Standing in the Flesh
Hortense J. Spillers
In rethinking the body, the law, the state, gender, race, violence, care and empathy, how we might give humanness a different future?
Arika have been creating events since 2001. The Archive is space to share the documentation of our work, over 600 events from the past 20 years. Browse the archive by event, artists and collections, explore using theme pairs, or use the index for a comprehensive overview.
In rethinking the body, the law, the state, gender, race, violence, care and empathy, how we might give humanness a different future?
Miniscule free-noise hissy-fits and broken instrument scrape/ squeal jams from the fools what brought you Giant Tank.
Taking The Futurist Cinema’ manifesto and turning it into software to track ‘aluminium’ online, tracing relationships companies with interests in aluminum had to each other and other agencies.
John Butcher plays and manipulates a feeding back saxophone. Benedict Drew on electronics, broken cables and standing waves.
Polly Shang Kuan Band coven leader and Sick Head’s psychedelic shaman Nackt Insecten make hex ritual to birth a new astral being….. Smack Insecten.
AVVA sees the internal feedback of Toshi’s no-input mixing desk is fed to Billy, and transformed into bright and variegated patters, striations and blooming colour, before being fed back to Toshi and manipulated on route to the PA.
The club as a community and a site for performed politics: deep/ queer house, vogue femme, lipsync and ballroom.
Ken presents his Nervous Magic Lantern, wherein film itself is forsaken for an investigation of hypnotic and trancelike crystaline forms.
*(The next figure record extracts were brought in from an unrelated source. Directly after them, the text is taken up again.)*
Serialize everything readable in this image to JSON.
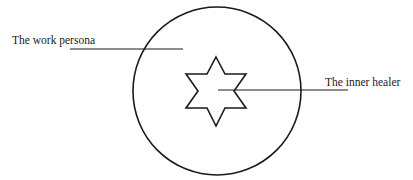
{
  "diagram": {
    "outer_circle": {
      "label": "The work persona",
      "cx": 217,
      "cy": 91,
      "r": 84
    },
    "inner_star": {
      "label": "The inner healer",
      "cx": 216,
      "cy": 91,
      "points": 6
    },
    "labels": [
      {
        "id": "work-persona",
        "text": "The work persona"
      },
      {
        "id": "inner-healer",
        "text": "The inner healer"
      }
    ],
    "colors": {
      "stroke": "#1a1a1a",
      "background": "#ffffff"
    }
  }
}
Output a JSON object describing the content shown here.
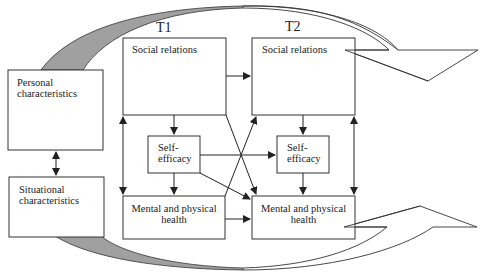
{
  "diagram": {
    "time_labels": {
      "t1": "T1",
      "t2": "T2"
    },
    "left_boxes": {
      "personal": "Personal characteristics",
      "situational": "Situational characteristics"
    },
    "t1": {
      "social": "Social relations",
      "self_efficacy_line1": "Self-",
      "self_efficacy_line2": "efficacy",
      "health_line1": "Mental and physical",
      "health_line2": "health"
    },
    "t2": {
      "social": "Social relations",
      "self_efficacy_line1": "Self-",
      "self_efficacy_line2": "efficacy",
      "health_line1": "Mental and physical",
      "health_line2": "health"
    },
    "colors": {
      "stroke": "#333333",
      "curve_fill": "#a0a0a0"
    },
    "edges": [
      {
        "from": "personal",
        "to": "situational",
        "type": "bidirectional"
      },
      {
        "from": "t1.social",
        "to": "t1.health",
        "type": "bidirectional"
      },
      {
        "from": "t1.social",
        "to": "t2.social"
      },
      {
        "from": "t1.social",
        "to": "t1.self_efficacy"
      },
      {
        "from": "t1.social",
        "to": "t2.health"
      },
      {
        "from": "t1.self_efficacy",
        "to": "t1.health"
      },
      {
        "from": "t1.self_efficacy",
        "to": "t2.self_efficacy"
      },
      {
        "from": "t1.self_efficacy",
        "to": "t2.health"
      },
      {
        "from": "t1.health",
        "to": "t2.social"
      },
      {
        "from": "t1.health",
        "to": "t2.health"
      },
      {
        "from": "t2.social",
        "to": "t2.self_efficacy"
      },
      {
        "from": "t2.social",
        "to": "t2.health",
        "type": "bidirectional"
      },
      {
        "from": "t2.self_efficacy",
        "to": "t2.health"
      },
      {
        "from": "personal",
        "to": "t2.social",
        "type": "curved-arrow"
      },
      {
        "from": "situational",
        "to": "t2.health",
        "type": "curved-arrow"
      }
    ]
  }
}
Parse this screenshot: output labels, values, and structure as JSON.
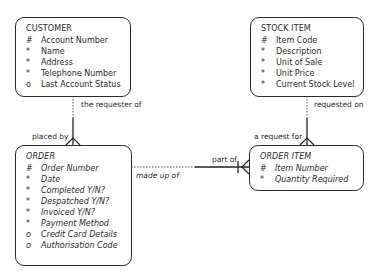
{
  "entities": {
    "customer": {
      "title": "CUSTOMER",
      "attributes": [
        {
          "mark": "#",
          "name": "Account Number"
        },
        {
          "mark": "*",
          "name": "Name"
        },
        {
          "mark": "*",
          "name": "Address"
        },
        {
          "mark": "*",
          "name": "Telephone Number"
        },
        {
          "mark": "o",
          "name": "Last Account Status"
        }
      ]
    },
    "stock_item": {
      "title": "STOCK ITEM",
      "attributes": [
        {
          "mark": "#",
          "name": "Item Code"
        },
        {
          "mark": "*",
          "name": "Description"
        },
        {
          "mark": "*",
          "name": "Unit of Sale"
        },
        {
          "mark": "*",
          "name": "Unit Price"
        },
        {
          "mark": "*",
          "name": "Current Stock Level"
        }
      ]
    },
    "order": {
      "title": "ORDER",
      "attributes": [
        {
          "mark": "#",
          "name": "Order Number"
        },
        {
          "mark": "*",
          "name": "Date"
        },
        {
          "mark": "*",
          "name": "Completed Y/N?"
        },
        {
          "mark": "*",
          "name": "Despatched Y/N?"
        },
        {
          "mark": "*",
          "name": "Invoiced Y/N?"
        },
        {
          "mark": "*",
          "name": "Payment Method"
        },
        {
          "mark": "o",
          "name": "Credit Card Details"
        },
        {
          "mark": "o",
          "name": "Authorisation Code"
        }
      ]
    },
    "order_item": {
      "title": "ORDER ITEM",
      "attributes": [
        {
          "mark": "#",
          "name": "Item Number"
        },
        {
          "mark": "*",
          "name": "Quantity Required"
        }
      ]
    }
  },
  "relationships": {
    "customer_order": {
      "top_label": "the requester of",
      "bottom_label": "placed by"
    },
    "stock_orderitem": {
      "top_label": "requested on",
      "bottom_label": "a request for"
    },
    "order_orderitem": {
      "left_label": "made up of",
      "right_label": "part of"
    }
  }
}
Eric La Casa works with recordings of everyday occurrences: the background hum of place.
Low-end drone guitarage army since 1997: nobody has done more on this occasion by a gaggle of sludge-lovers from the Scottish underground.
In this workshop we will imagine ourselves as time travellers from a glorious and chaotic neurodivergent-led future.
Is there a link between the ways we’re caged and exiled by the prison-industrial complex and the ways people’s bodies are violently categorised and segregated by race, class, gender or ability?
A joyful conversation discussing disability, gender transition and care labour as expressions of virtuosic and innovative skills that make care – good care – possible.